Welcome to the Do Life Movement!
For the past year, we have been working to build this community, this idea, and the lifestyle that goes along with it. The Do Life website will hopefully serve as a way to further all of these things. As a new, grassroots-style movement, we are wholly dependent on the participants. To that point, we want to say thank you so much for the support you have shown, whether it be showing up when we’re in your town, buying t-shirts, or just interacting with one another on our social media channels. This community is for you.
And that’s exactly what this is: a community.
You’ll notice we have a messageboard. Please sign up and use these forums as a way to start your journey, keep going in your journey, share advice, ask questions, tell a story, inspire each other, anything and everything you want as it relates to your life journey-whatever it may be.
As the founders of Do Life, we have a few promises:
- We will be interacting enthusiastically through the message boards, so please don’t hesitate to use them.
- We will be working to provide inspirational and helpful content through our weekly articles.
- We will always help in any way we can.
- We will be taking Do Life to the literal streets as often as possible. We are a movement based online, but we believe in real-life manifestation.
Do good; do life.
- Ben, John, JedThe Founders
At age 22, Ben found himself weighing 360 pounds, in the midst of a deep, dark depression. Then, on Christmas Eve 2008, he decided to take control and get healthy. 120 Pounds lighter, multiple 5Ks, 10Ks, marathons, and triathlons later, and the weight-loss mentality has been replaced by a be-healthy-and-happy mindset. After starting the blog: , he realized the message of doing life was a universal ideal and decided to push the message as far as he could and the Do Life Movement was started in the fall of 2010.
The first thing Ben did when deciding to get his life together was call his brother Jed. It was at Jed’s urging that the brothers decided to start running. Jed’s story, though, was a little different. Diagnosed with Crohn’s Disease in junior high, Jed had long battled with his health. And while he did beat Crohn’s, like Ben, he found himself obese in his mid-20s. Just before his first child was born, Jed knew he wanted to be a healthy dad. He’s now down 50 pounds and is doing life as a runner, a husband, and father. He documents his life on his personal blog .
As the father to Ben and Jed, John (or, as he’s also known, Pa) watched his sons struggle with their afflictions, but he had his own. By the mid-90s, John had developed a severe drug addiction — an addiction it would take him years to overcome. Though the life-changing journeys took place a decade apart, John has joined his sons in the world of running, racing, and doing life. He is the wise-owl, the driver, and the laundry dude. He also knows a thing or two about getting one’s life together. His posts on his personal blog are sure to inspire.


> _Task brief_: Scan the entries below for the word "Image". Copy out every line in which it occurs.

Given records section start

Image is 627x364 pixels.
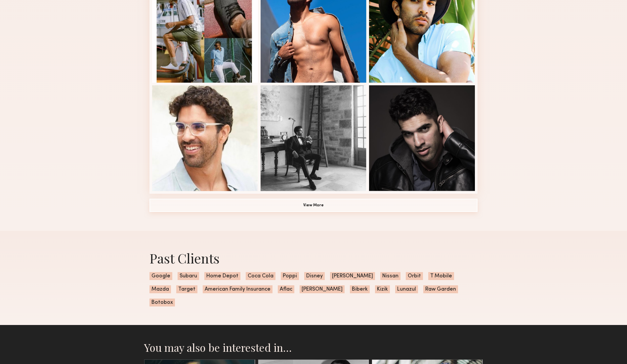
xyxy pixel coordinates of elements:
span: Subaru [177,272,199,280]
span: Orbit [406,272,423,280]
span: Disney [304,272,325,280]
span: Raw Garden [424,285,458,293]
span: Poppi [281,272,299,280]
span: Lunazul [395,285,418,293]
span: [PERSON_NAME] [330,272,375,280]
span: Mazda [149,285,171,293]
span: Aflac [278,285,295,293]
span: Google [149,272,172,280]
span: Target [176,285,197,293]
span: [PERSON_NAME] [300,285,344,293]
span: Biberk [350,285,370,293]
span: Nissan [380,272,401,280]
span: T Mobile [428,272,454,280]
span: Coca Cola [246,272,275,280]
h2: You may also be interested in… [144,341,483,354]
div: Past Clients [149,249,478,267]
span: Botobox [149,298,175,306]
span: Kizik [375,285,390,293]
span: Home Depot [204,272,240,280]
span: American Family Insurance [203,285,273,293]
button: View More [149,199,478,212]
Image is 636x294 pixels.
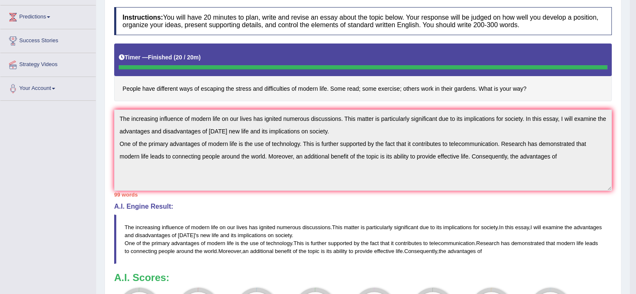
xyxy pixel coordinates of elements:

Given records section end

> _Exercise answer_:
Image is 627x364 pixels.
Image is 636x294 pixels.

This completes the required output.